How to Set a Default Subparser using Argparse Module with Python 2.7

安稳与你 提交于 2019-11-29 08:55:45

Another idea is to use a 2 stage parsing. One handles 'globals', returning strings it can't handle. Then conditionally handle the extras with subparsers.

import argparse

def cmd1(args):
    print('cmd1', args)
def cmd2(args):
    print('cmd2', args)

parser1 = argparse.ArgumentParser()

parser1.add_argument("-i", "--info",  help="Display more information")

parser2 = argparse.ArgumentParser()
subparsers = parser2.add_subparsers(dest='cmd')

parserCmd1 = subparsers.add_parser("cmd1", help="First Command")
parserCmd1.set_defaults(func=cmd1)

parserCmd2 = subparsers.add_parser("cmd2", help="Second Command")
parserCmd2.add_argument("-o", "--output", help="Redirect Output")
parserCmd2.set_defaults(func=cmd2)

args, extras = parser1.parse_known_args()
if len(extras)>0 and extras[0] in ['cmd1','cmd2']:
    args = parser2.parse_args(extras, namespace=args)
    args.func(args)
else:
    print('doing system with', args, extras)

sample runs:

0901:~/mypy$ python stack46667843.py -i info
('doing system with', Namespace(info='info'), [])
0901:~/mypy$ python stack46667843.py -i info extras for sys
('doing system with', Namespace(info='info'), ['extras', 'for', 'sys'])
0901:~/mypy$ python stack46667843.py -i info cmd1
('cmd1', Namespace(cmd='cmd1', func=<function cmd1 at 0xb74b025c>, info='info'))
0901:~/mypy$ python stack46667843.py -i info cmd2 -o out
('cmd2', Namespace(cmd='cmd2', func=<function cmd2 at 0xb719ebc4>, info='info', output='out'))
0901:~/mypy$ 

A bug/issue (with links) on the topic of 'optional' subparsers.

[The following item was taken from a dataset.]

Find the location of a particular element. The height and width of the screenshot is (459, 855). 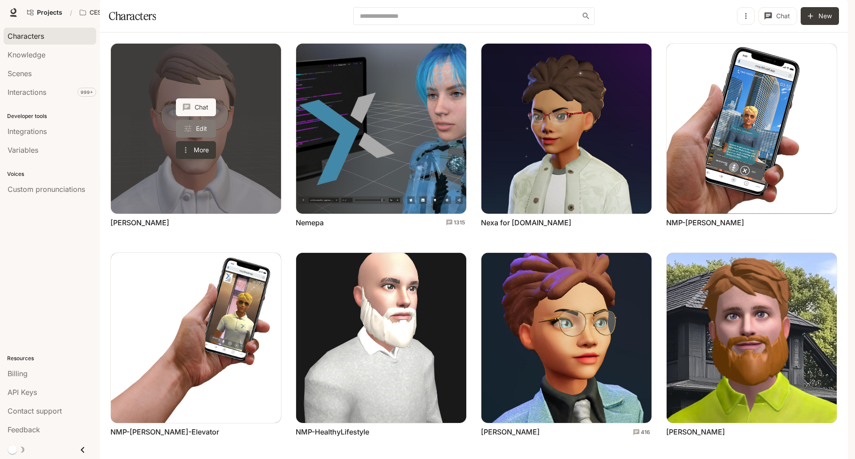

p: CES AI Demos is located at coordinates (111, 12).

https://bugs.python.org/issue29298

Notice that this has a recent pull request.


With your script and the addition of

args = parser.parse_args()
print(args)

results are

1008:~/mypy$ python3 stack46667843.py 
Namespace(info=None)
1009:~/mypy$ python2 stack46667843.py 
usage: stack46667843.py [-h] [-i INFO] {cmd1,cmd2} ...
stack46667843.py: error: too few arguments
1009:~/mypy$ python2 stack46667843.py cmd1
Namespace(func=<function cmd1 at 0xb748825c>, info=None)
1011:~/mypy$ python3 stack46667843.py cmd1
Namespace(func=<function cmd1 at 0xb7134dac>, info=None)

I thought the 'optional' subparsers affected both Py2 and 3 versions, but apparently it doesn't. I'll have to look at the code to verify why.


In both languages, subparsers.required is False. If I set it to true

subparsers.required=True

(and add a dest to the subparsers definition), the PY3 error message is

1031:~/mypy$ python3 stack46667843.py
usage: stack46667843.py [-h] [-i INFO] {cmd1,cmd2} ...
stack46667843.py: error: the following arguments are required: cmd

So there's a difference in how the 2 versions test for required arguments. Py3 pays attention to the required attribute; Py2 (apparently) uses the earlier method of checking whether the positionals list is empty or not.


Checking for required arguments occurs near the end of parser._parse_known_args.

Python2.7 includes

    # if we didn't use all the Positional objects, there were too few
    # arg strings supplied.
    if positionals:
        self.error(_('too few arguments'))

before the iteration that checks action.required. That's what's catching the missing cmd and saying too few arguments.

So a kludge is to edit your argparse.py and remove that block so it matches the corresponding section of the Py3 version.